Now return and see the effect of the river (47 v7-12). “These waters go down into the desert, and go into the sea”. The river flows on until it is merged in the ocean. “Everything shall live whither the river cometh”. Souls will be quickened wherever the child of God goes. Rivers flow. So when the “rivers of living water” go out of you there is no strain. Believe me, when you are possessed by the Holy Spirit, lives around you must be quickened. “Even so the Son quickeneth whom He will”. Christ in you will do the work. What a picture we have here in verses 9-10. “There shall be a very great multitude of fish”, and the fishers are all along the banks of the river gathering in “exceeding many”. Who can measure the blessing of one day, when the rivers are running? So great, so full, we cease to talk about it. How many workers are satisfied if in twelve months they see twelve souls saved! See the picture here, “a very great multitude of fish”. This is Pentecost. This is what the Lord has purposed for us quite as fully as in the early Church. What about ‘the miry places and the marshes’(v11)? Marshes take in and never give out. Alas marshy Christians are all around us, running about to all the meetings, listening to and admiring the preacher, yet utterly unchanged, and in their lives remaining fruitless.

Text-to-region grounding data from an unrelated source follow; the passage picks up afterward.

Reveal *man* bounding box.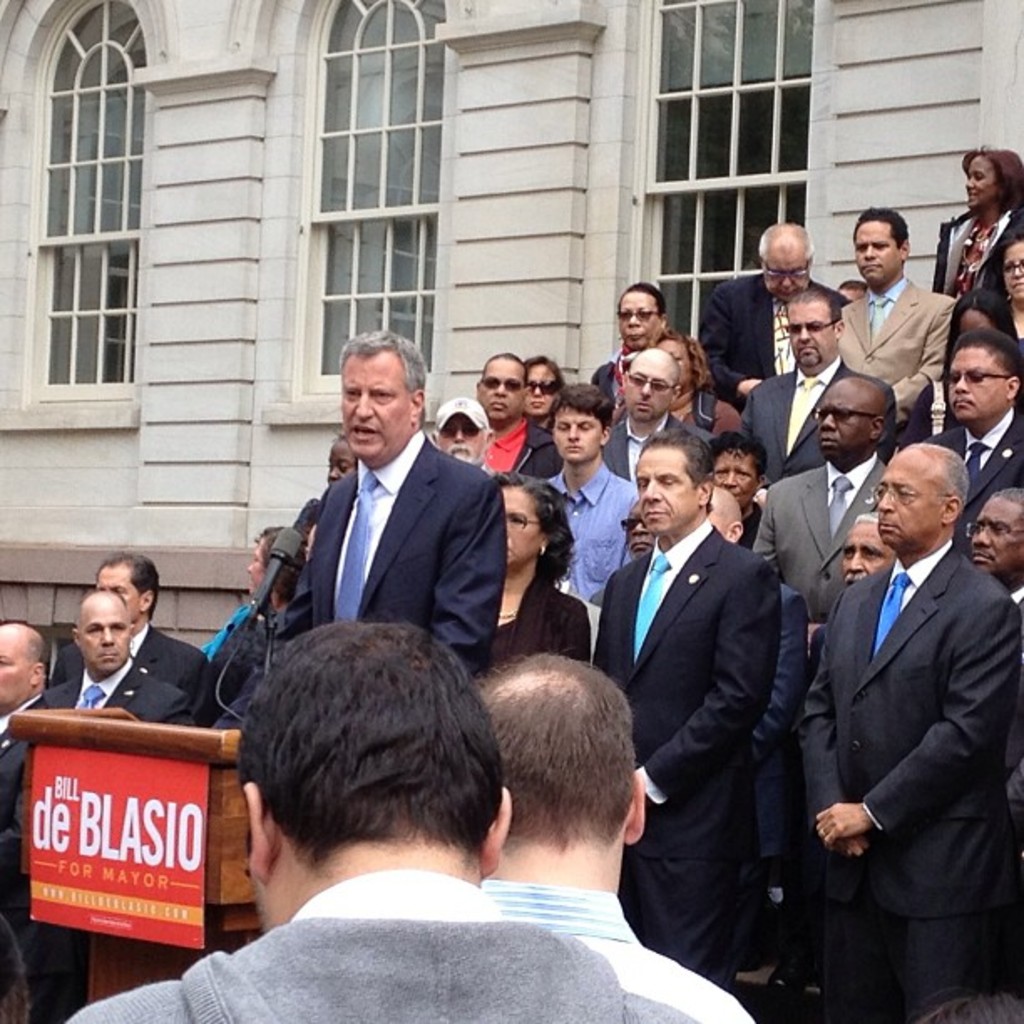
Revealed: bbox=[591, 430, 785, 991].
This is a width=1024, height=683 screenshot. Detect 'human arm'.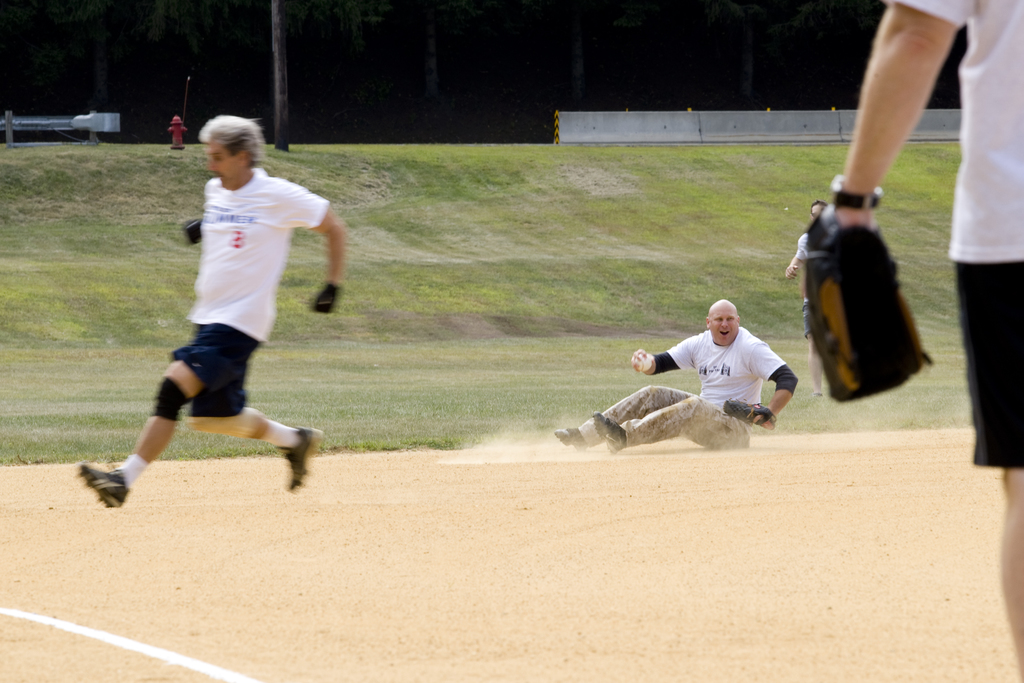
rect(829, 10, 967, 246).
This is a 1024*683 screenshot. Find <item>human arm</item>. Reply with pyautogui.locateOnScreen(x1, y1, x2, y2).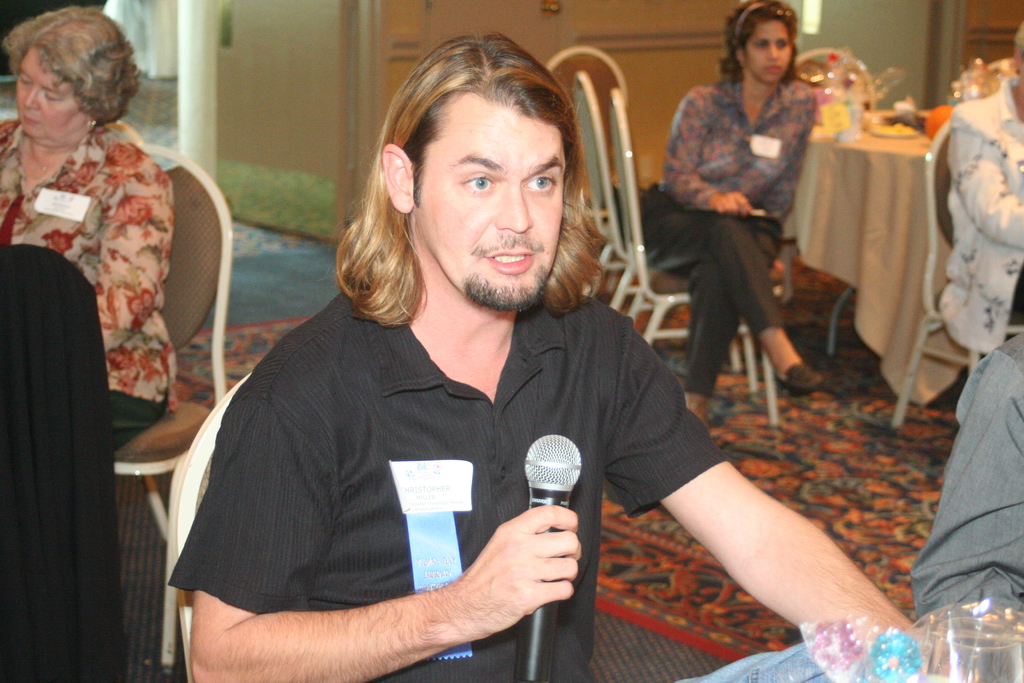
pyautogui.locateOnScreen(90, 173, 172, 350).
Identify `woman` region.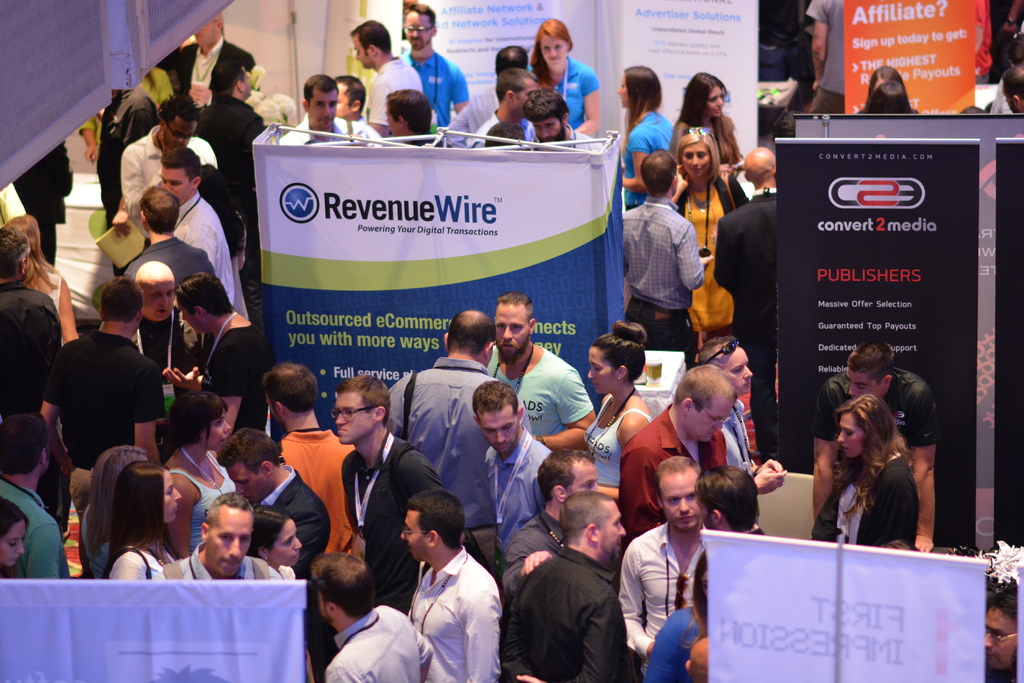
Region: Rect(97, 461, 189, 581).
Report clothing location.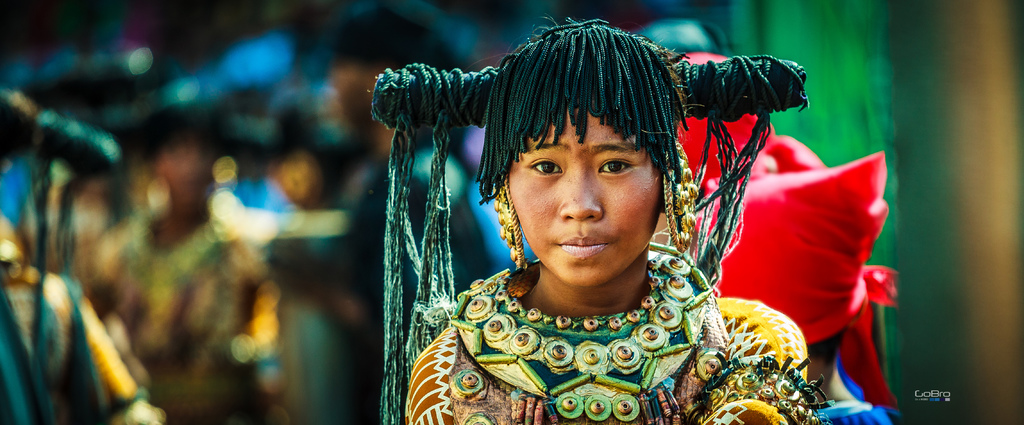
Report: Rect(823, 379, 893, 424).
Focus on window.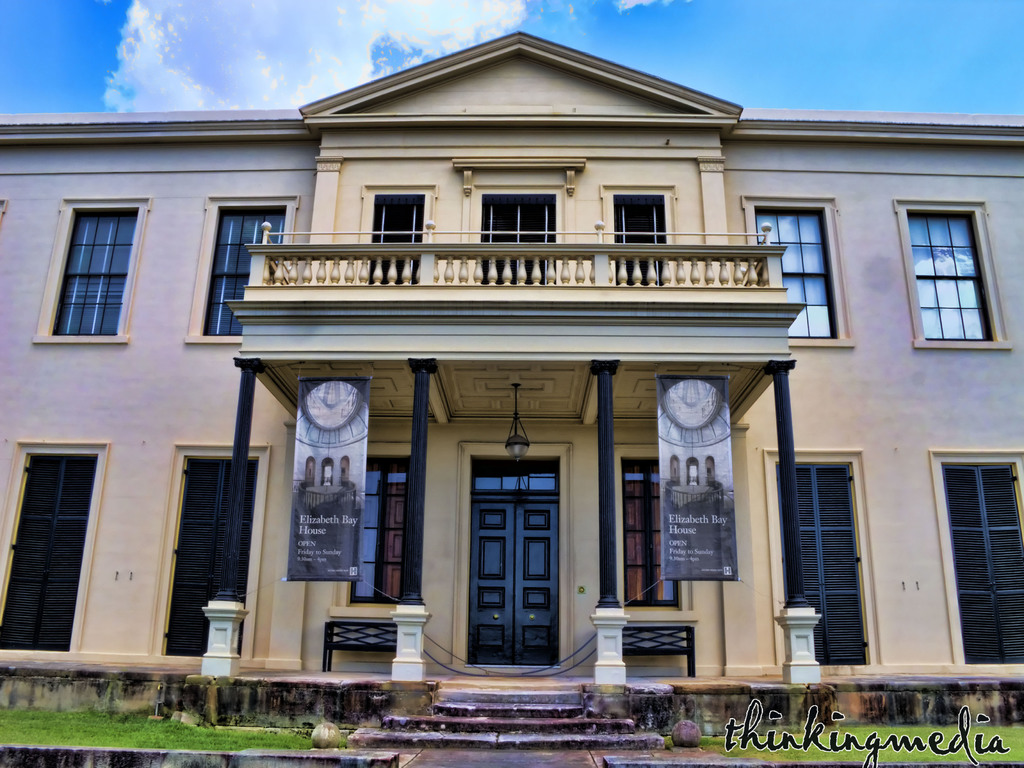
Focused at <bbox>0, 440, 106, 651</bbox>.
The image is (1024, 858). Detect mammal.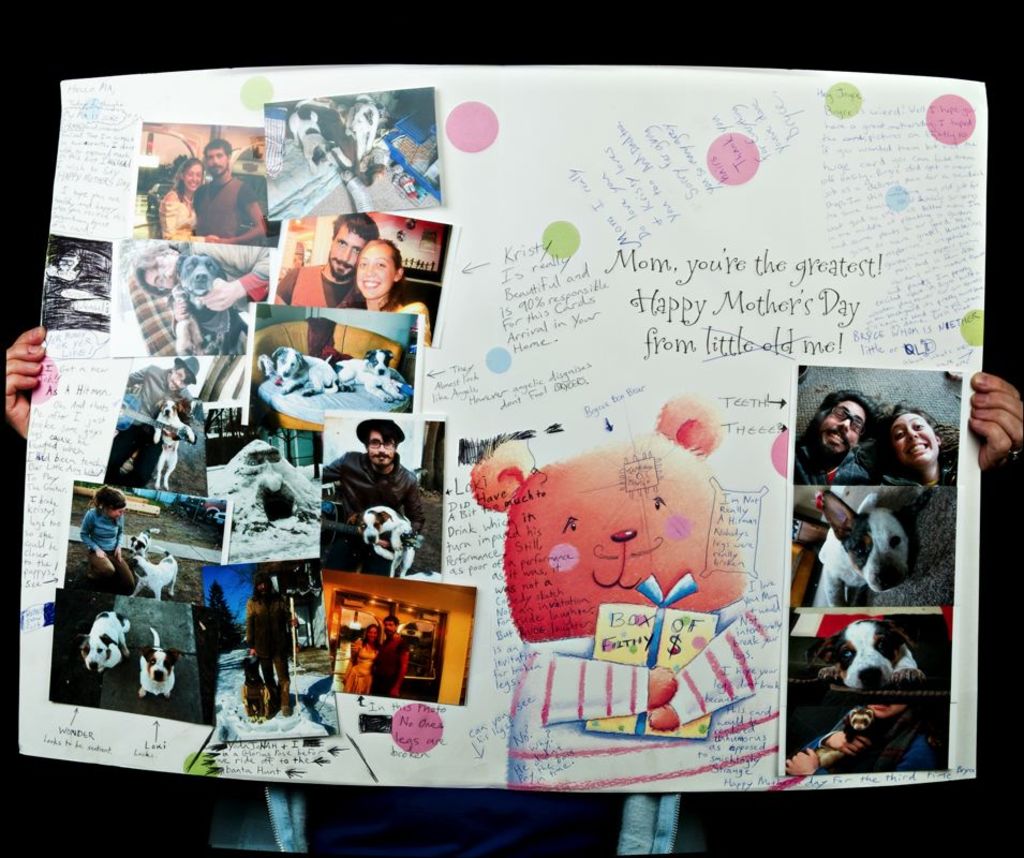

Next we see in verse 12 the fruit, new fruit every month, not candied fruit, but fresh and beautiful. The book closes with four words: “The Lord is There” What lovely words! The cloud abode upon the Tabernacle, the anointing which we have received “abideth”. “The Lord is there”. Shall we let go our little efforts and press on through the path of the Cross, into deepest fellowship with Christ in His death and resurrection until the river of God sweeps through us? Let us surrender self at every point and get to know GOD, God indwelling, God enveloping, God surrounding, God carrying, till the whole spirit, soul and body is possessed of God, and it shall be manifestly true in every point, “THE LORD IS THERE. O for the rivers, rivers, rivers! May the Lord do such marvels amongst us by the Holy Spirit’s quickening and blessing, that we shall become clear channels through which the water of life shall flow on and on; kept every moment in God; not satisfied with the blessing of yesterday, but living in God’s eternal ‘to-day’. Let us aim at ‘rivers’. Nothing short of rivers to swim in. The river of God is ‘full of water’. May we each become a free channel for its flow! Amen.